Re: Alphabet
From: | Christophe Grandsire <christophe.grandsire@...> |
Date: | Friday, November 2, 2001, 8:06 |
En réponse à Jesse Bangs <jaspax@...>:
>
> > with a "hard (voiceless)" marker and
> > a "don't open your mouth (nasal)" marker to
> > differentiate.
>
> Why do people often think of the voiceless sounds as "hard" and the
> voiced ones as "soft"? I've always thought of it the other way
> around.
>
Your thinking is somehow twisted then. Physically, voiceless sounds are
definitively 'harder' than voiced sounds. To produce a voiceless sound, you
must tense your vocal chords so that they don't vibrate, while in a voiced
sound, the vocal chords are left untensed, and thus vibrate naturally because
of the passage of air. Thus you need more energy to produce a voiceless sound
than a voiced sound. Or at least that's how I feel it. Of course, I'm not
talking about creaky voiced or breathy voiced sounds where you put some energy
to somehow 'enhance' the voicing. There are also acoustical reasons to consider
that voiceless sounds are 'harder' than voiced sounds. Basically it has to do
with the fact that voiceless sounds stop modify more the air stream than voiced
sounds. You can hear it for instance when you try to pronounce [ata] or [ada].
In the first case, the airflow sounds very much stopped between the vowels,
while in the second, it sounds more regular and constant.
Christophe.
http://rainbow.conlang.free.fr
Take your life as a movie: do not let anybody else play the leading role.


→ Exercise aim:
Each line below that holds the string "Learning" counts once; report the total and nothing else.

-------- Data

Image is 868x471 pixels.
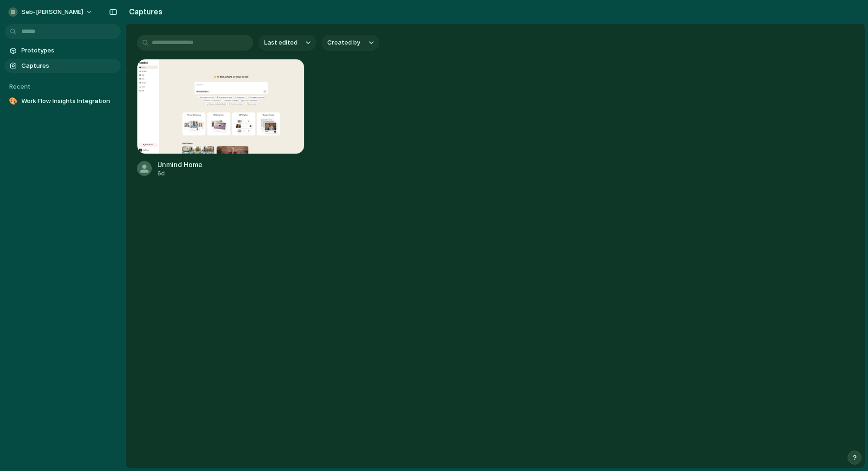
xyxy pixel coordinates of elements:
span: Recent [10,82,30,90]
div: 6d [157,170,202,178]
a: 🎨Work Flow Insights Integration [4,94,121,108]
button: seb-[PERSON_NAME] [4,4,98,19]
button: Last edited [259,35,317,50]
span: Prototypes [21,46,117,56]
h2: Captures [125,6,162,17]
button: Created by [322,35,380,50]
span: Captures [21,61,117,70]
a: Captures [4,59,121,73]
div: 🎨 [8,96,18,106]
span: seb-[PERSON_NAME] [21,7,83,17]
a: Prototypes [4,44,121,58]
div: Unmind Home [157,159,202,170]
span: Created by [328,38,360,47]
span: Last edited [264,38,297,47]
span: Work Flow Insights Integration [21,96,117,106]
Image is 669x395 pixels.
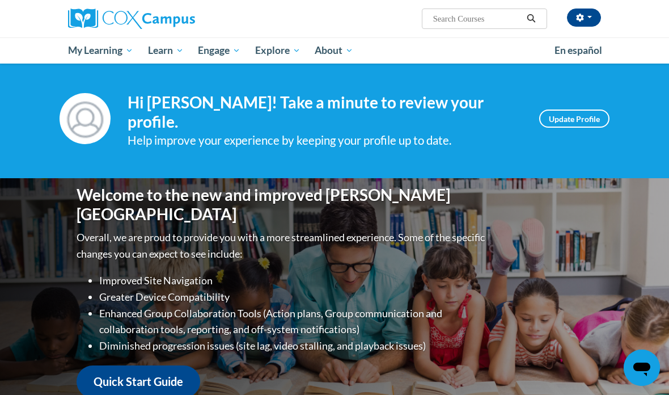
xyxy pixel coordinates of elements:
[567,9,601,27] button: Account Settings
[61,37,141,64] a: My Learning
[315,44,353,57] span: About
[99,289,488,305] li: Greater Device Compatibility
[68,9,234,29] a: Cox Campus
[60,37,610,64] div: Main menu
[99,337,488,354] li: Diminished progression issues (site lag, video stalling, and playback issues)
[547,39,610,62] a: En español
[141,37,191,64] a: Learn
[77,185,488,223] h1: Welcome to the new and improved [PERSON_NAME][GEOGRAPHIC_DATA]
[308,37,361,64] a: About
[248,37,308,64] a: Explore
[99,305,488,338] li: Enhanced Group Collaboration Tools (Action plans, Group communication and collaboration tools, re...
[191,37,248,64] a: Engage
[539,109,610,128] a: Update Profile
[523,12,540,26] button: Search
[255,44,301,57] span: Explore
[68,44,133,57] span: My Learning
[624,349,660,386] iframe: Button to launch messaging window
[99,272,488,289] li: Improved Site Navigation
[60,93,111,144] img: Profile Image
[68,9,195,29] img: Cox Campus
[555,44,602,56] span: En español
[128,93,522,131] h4: Hi [PERSON_NAME]! Take a minute to review your profile.
[77,229,488,262] p: Overall, we are proud to provide you with a more streamlined experience. Some of the specific cha...
[432,12,523,26] input: Search Courses
[148,44,184,57] span: Learn
[198,44,240,57] span: Engage
[128,131,522,150] div: Help improve your experience by keeping your profile up to date.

----------------

→ Problem solution:
2